Jean Sunde Peterson, Ph.D. professor emerita, directed school-counselor preparation in the Department of Educational Studies at Purdue University for several years. In her first career, she was a high school English and foreign language teacher and received a State Teacher of the Year Award. Later, she created a multi-option gifted education program in a large high school.
Working with small groups of gifted teens there for several years inspired Dr. Peterson to pursue a doctorate in counselor education at the University of Iowa. On fellowship there, she did clinical work and consulting for the Belin-Blank Center for Gifted Education and applied her group model to gifted students at a local middle school. Her total of more than 1,400 group sessions led to the research agenda that guided her second career as a counselor educator with special expertise related to the social and emotional development of gifted children and teens.
Reflecting her interests in child and adolescent development and in clinical and educational work, Dr. Peterson has written or co-authored well over 100 books, juried journal articles, and invited textbook chapters, as well as countless articles for education-oriented magazines and newsletters, contributing to both school counseling and gifted education literature and often bridging the two fields. Among her 12 books are Gifted At Risk: Poetic Portraits; Get Gifted Students Talking; Models of Counseling Gifted Children, Adolescents, and Young Adults; and Counseling Gifted Students: A Guide for School Counselors.
Dr. Peterson received 12 awards in teaching, scholarship, or service at Purdue, as well as 10 national research awards, and she continues to present keynote and other conference sessions.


What this task involves:
Will you output all of the data below exactly, omitting the images?
┌──
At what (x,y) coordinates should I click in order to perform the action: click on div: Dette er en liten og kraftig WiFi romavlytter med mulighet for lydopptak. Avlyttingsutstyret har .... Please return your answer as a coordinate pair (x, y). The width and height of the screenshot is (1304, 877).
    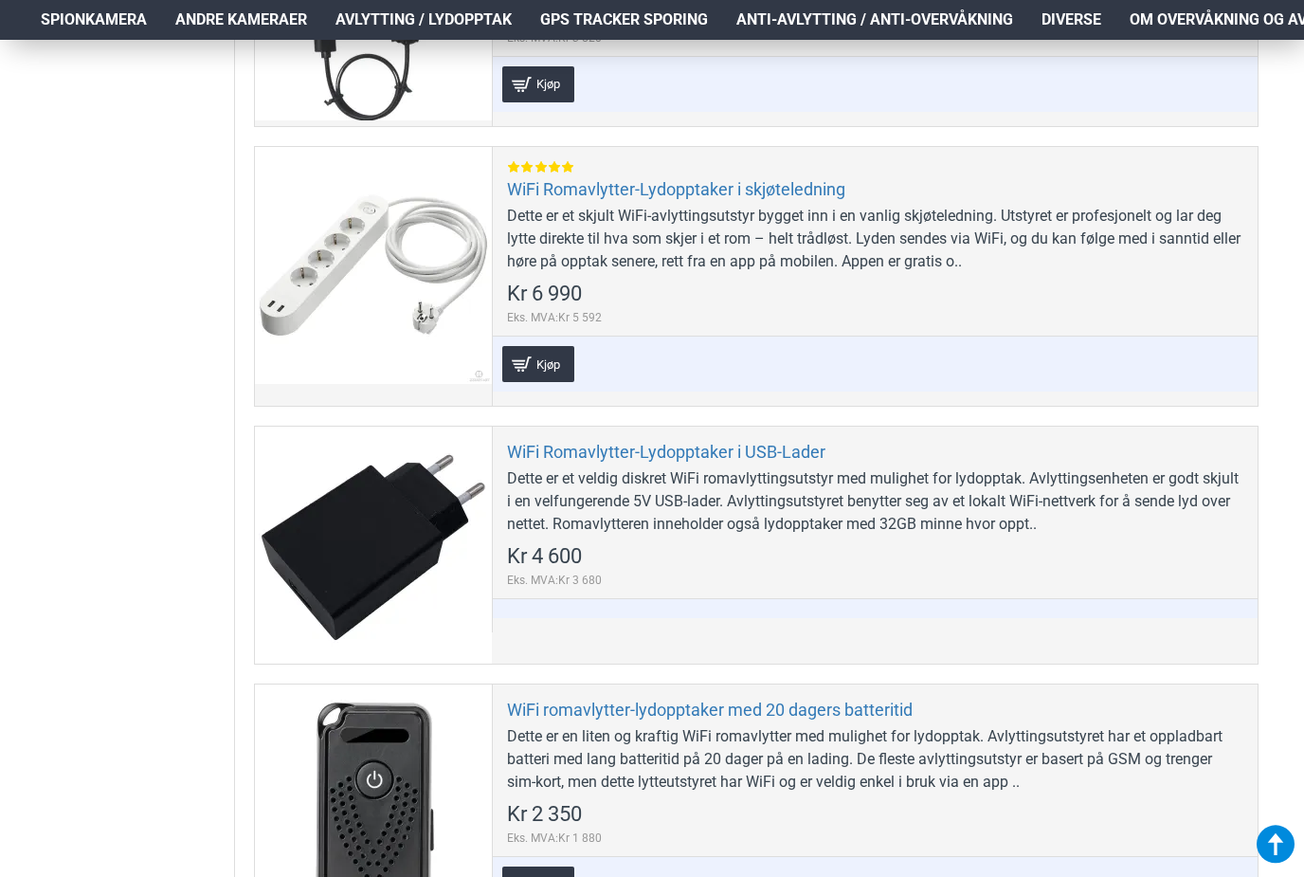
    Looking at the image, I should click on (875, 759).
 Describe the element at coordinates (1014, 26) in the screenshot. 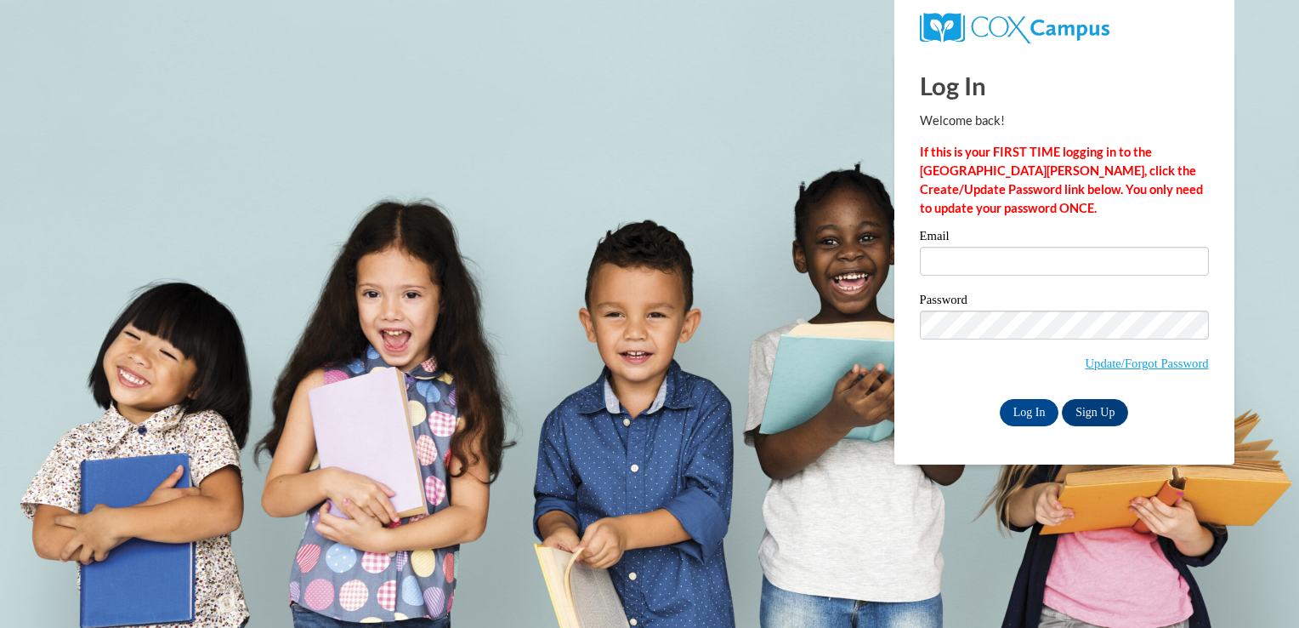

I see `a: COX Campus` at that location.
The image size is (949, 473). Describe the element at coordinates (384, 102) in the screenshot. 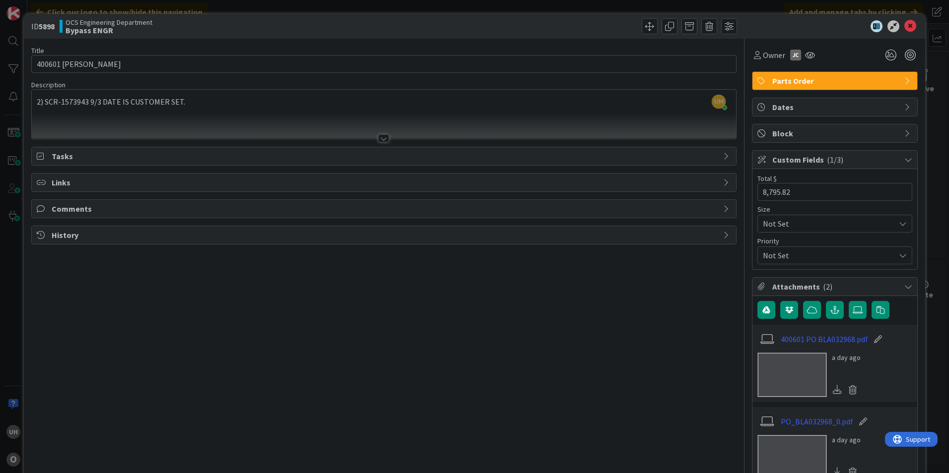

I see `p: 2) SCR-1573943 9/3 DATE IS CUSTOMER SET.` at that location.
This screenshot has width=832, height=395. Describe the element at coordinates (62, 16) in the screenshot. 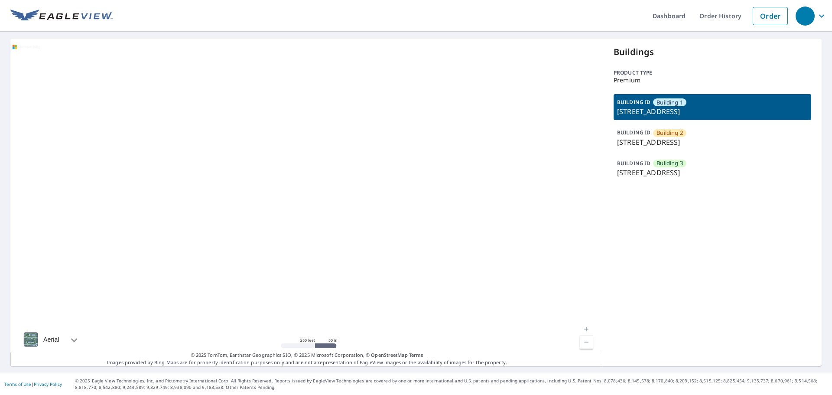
└──
Response to this exercise:
At what (x,y) coordinates should I click in order to perform the action: click on div: Dette er en liten og kraftig WiFi romavlytter med mulighet for lydopptak. Avlyttingsutstyret har .... Please return your answer as a coordinate pair (x, y). The width and height of the screenshot is (1304, 877).
    Looking at the image, I should click on (875, 759).
 Describe the element at coordinates (1014, 26) in the screenshot. 

I see `a: COX Campus` at that location.
The image size is (949, 473). Describe the element at coordinates (384, 102) in the screenshot. 

I see `p: 2) SCR-1573943 9/3 DATE IS CUSTOMER SET.` at that location.
This screenshot has width=832, height=395. Describe the element at coordinates (62, 16) in the screenshot. 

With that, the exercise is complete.